I'm Dutch, so please forgive my inability to resist explaining the world through bicycle analogies; I couldn't in good conscience pass it up. So, here we go.
Jobs once called the computer a bicycle for the mind—a tool to amplify what we already are, to free us up for higher-level thinking and meaningful creative pursuits. People have forgotten the whole dream that started the personal computer revolution. From Ada Lovelace to Vannevar Bush to Alan Kay to Wozniak and Jobs, a lineage of humanists built machines to serve objectives worthy of our best.
Then came surveillance capitalism, the attention economy, and persuasive technology engineered not to amplify human strengths, but to inadvertently, ultimately exploit every human weakness. Three forces behind a new breed of technology companies that inherited four decades of accumulated goodwill, ultimately betraying the dream—turning everyday tools not just into ad businesses, but adversarial technologies. Serving economic imperatives unbothered by what we humans want long-term, interested only in what we'll watch short-term; no matter how much ultimately it leaves us miserable.
They are ushering us toward what Lewis Mumford warned of back in 1967, before the personal computer even existed: a world that reduces man to a machine-conditioned animal. A new psychological type, a passive servant in the grip of an identity crisis, with technology increasingly worshipped as an all-seeing god. Distracted, confused, polarized; today, we suffer from the inability to even walk into a room and agree on the problems, let alone the solutions.
This is, if you will, the "Meta Problem" of our era—such a fitting name; they even renamed the company after it. The Meta Problem goes by another name: the alignment problem. And it is important to remember that it arose not with Artificial Intelligence but with the advent of social media.

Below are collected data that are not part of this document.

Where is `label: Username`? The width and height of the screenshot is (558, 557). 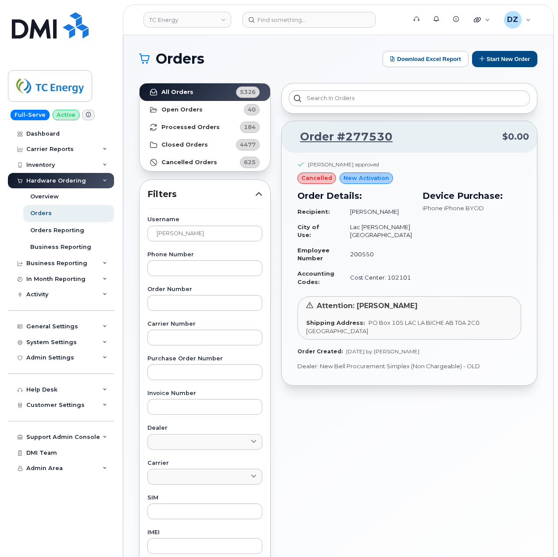 label: Username is located at coordinates (205, 219). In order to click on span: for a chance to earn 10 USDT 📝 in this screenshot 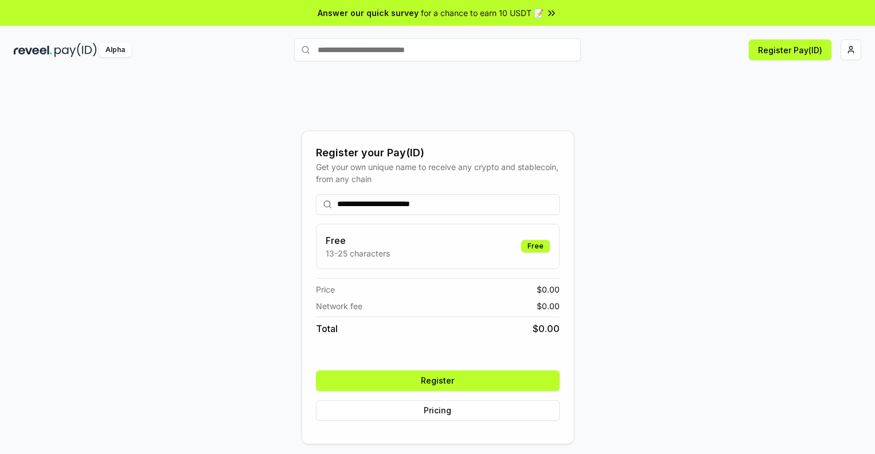, I will do `click(482, 13)`.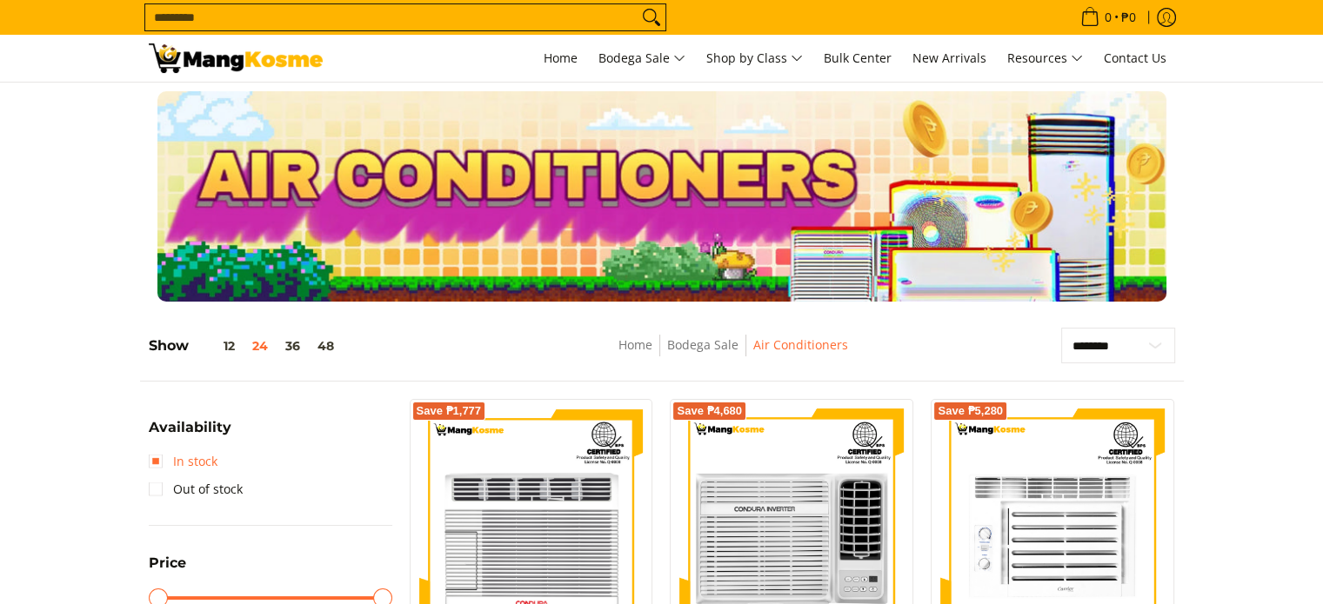 The height and width of the screenshot is (604, 1323). Describe the element at coordinates (800, 344) in the screenshot. I see `a: Air Conditioners` at that location.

And therefore, perhaps counterintuitively, that is where we are most likely to gain real ground in solving it.
The road to hell is always paved with good intentions, but the level of corporate denial demonstrated at this point makes big tobacco and fossil fuel look like amateurs. This new breed continues to eat away at objective reality, trust, cooperation, and our ability to direct time and energy in harmony with our values. What started as the social dilemma has metastasized into a full-blown social catastrophe, and history will judge them for it.
Hence, your bicycle for the mind didn't survive. Both tires slashed, the frame sledgehammered. And when you limped it to the repair shop, a knife in your back. Some have come to hate the bicycle itself: people now misguidedly point the finger at technology at large, all because of a few hucksters whose advertising machines have taken society hostage.
Yet through the lens of the past, it is undeniable that technology is like magic, an amazing force for good. That is, if we design it to be that way again. So, unlike those who unjustly blame technology at large, or him, know that Steve Jobs is rolling over in his grave as you read this.